The psychic process of misrecognition-when, Berlant conveys, our “fantasy recalibrates what we encounter or that we can imagine that something or someone can fulfill our desire”-is fully operational in and critical to these virtual relationships. All of the catfish appear happy and content with the current state of their virtual relationships; it is only the impulse to see what lies beyond the screen and in the flesh (and perhaps compounded by the desire to be a reality TV star) that motivates one person to seek out the physical other. In terms of self-realization, I also think there was an impulse for FTM Alyx and Chelsea, aka “Jamison,” to further explore their sexuality by moving their relationships from virtual space to real, public space.

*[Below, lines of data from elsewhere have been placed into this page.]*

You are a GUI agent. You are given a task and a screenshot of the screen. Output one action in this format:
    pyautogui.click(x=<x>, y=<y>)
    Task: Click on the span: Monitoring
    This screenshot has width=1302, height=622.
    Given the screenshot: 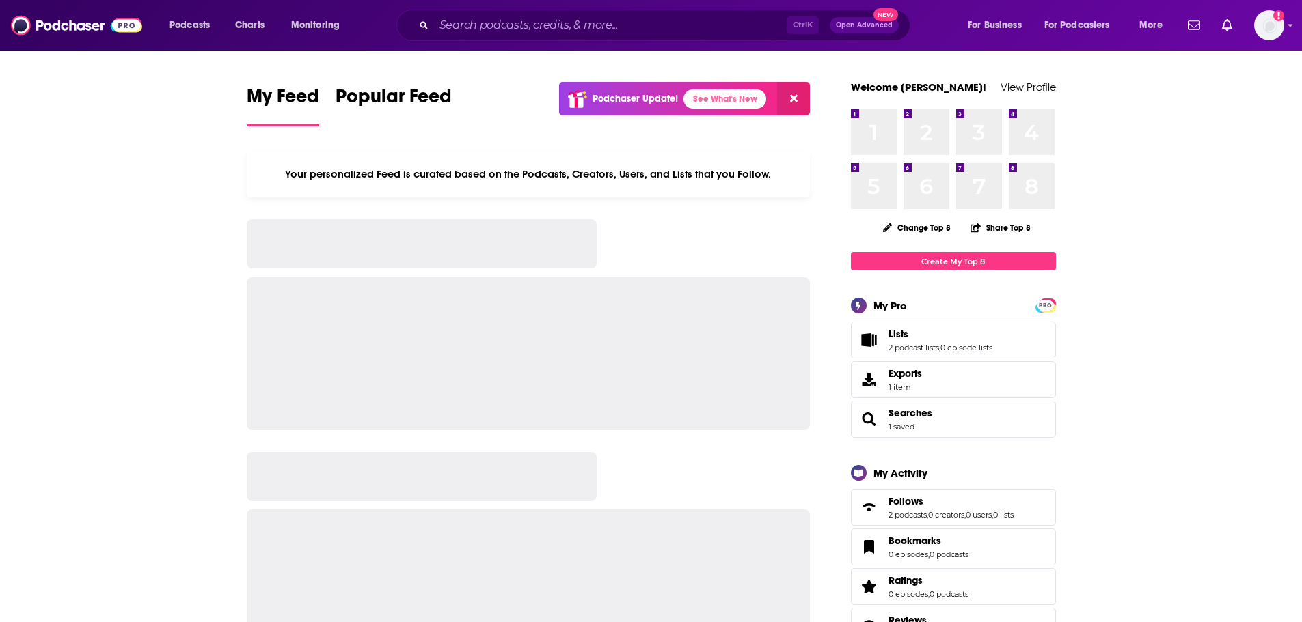 What is the action you would take?
    pyautogui.click(x=315, y=25)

This happiness is a direct result of the distance, again, established by a virtual connection. Because, as queer UK scholar Sara Ahmed contends in her study on multiculturalism and happiness, the notion of happiness is very much dependent upon a temporal-if not implicitly physical-distance:

Happiness is directed towards certain objects, which function as a means to what is not yet present. If objects provide a ‘means’ for making us happy, then in directing ourselves towards this or that object, we are aiming somewhere else: towards a happiness that is presumed to follow. The temporality of this following does matter. Happiness is what would come after. Happiness does not reside in objects; it is promised through proximity to certain objects.
What in large part sustains these virtual relationships is the promise of a future-manifested on the show as incessant talk about future ideas of marriage and babies. (See episode 1 with Southern Belle Sunny and her talk about popping out one or two gorgeous babies for evidence.) Ironically, then, the “happiness” touted is not found in the other individual but in a potential, ideal future. This is what Ahmed means by happiness not “resid[ing] in objects.”

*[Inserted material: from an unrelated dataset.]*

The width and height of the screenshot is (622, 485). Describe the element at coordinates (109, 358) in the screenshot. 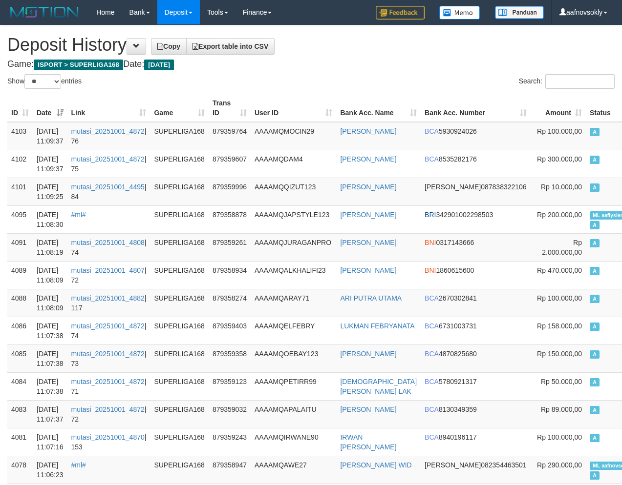

I see `td: | 73` at that location.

It’s funny to think that idealized relationships consist of distance: that fantasy, desire, romance are very much products of distance, psychic, virtual, or otherwise.

Once someone told me that you have to get beyond romance in order to have a real relationship. At first, romantic Leo that I am, I thought this statement was complete rubbish-but now I believe it to be absolute capital “T” Truth. It may sound odd, but you can’t achieve intimacy when you’re caught in the swirling vortex of romance and fantasy. For Chelsea (“Jamison” in episode 1) this intimacy has more to do about herself and establishing an intimacy within her personal self (bisexual or, perhaps, even full-blown lesbian) before establishing intimacy with an other. However, what many of us do is to latch onto these ideas-for security, comfort. For happiness. This is what Berlant means when she says that all attachments are saturated with “cruel optimism,” “a relation of attachments to compromised conditions of possibility whose realization is discovered either to be impossible, sheer fantasy, or too possible, and toxic[:]

What’s cruel about these attachments, and not merely inconvenient or tragic, is that the subjects who have x in their lives might not well endure the loss of their object/scene of desire, even though its presence threatens their well-being, because whatever the content of the attachment is, the continuity of its form provides something of the continuity of the subject’s sense of what it means to keep on living on and to look forward to being in the world…. Cruel optimism is the condition of maintaining an attachment to a significantly problematic object.
Actually, I’m pretty sure she’d read the relationships on Catfish as examples of “stupid optimism”: “the faith that adjustment to certain forms or practices of living and thinking-for example, the prospect of class mobility, the romantic narrative, normalcy, nationality, or a better sexuality-will secure one’s happiness.”

The catfish of Catfish are not cruel (even “Jamison,” who’s just a bitter idiot), they are just subjects of cruel optimism.

Catfish returns Monday, January 7 at 10/9c on MTV.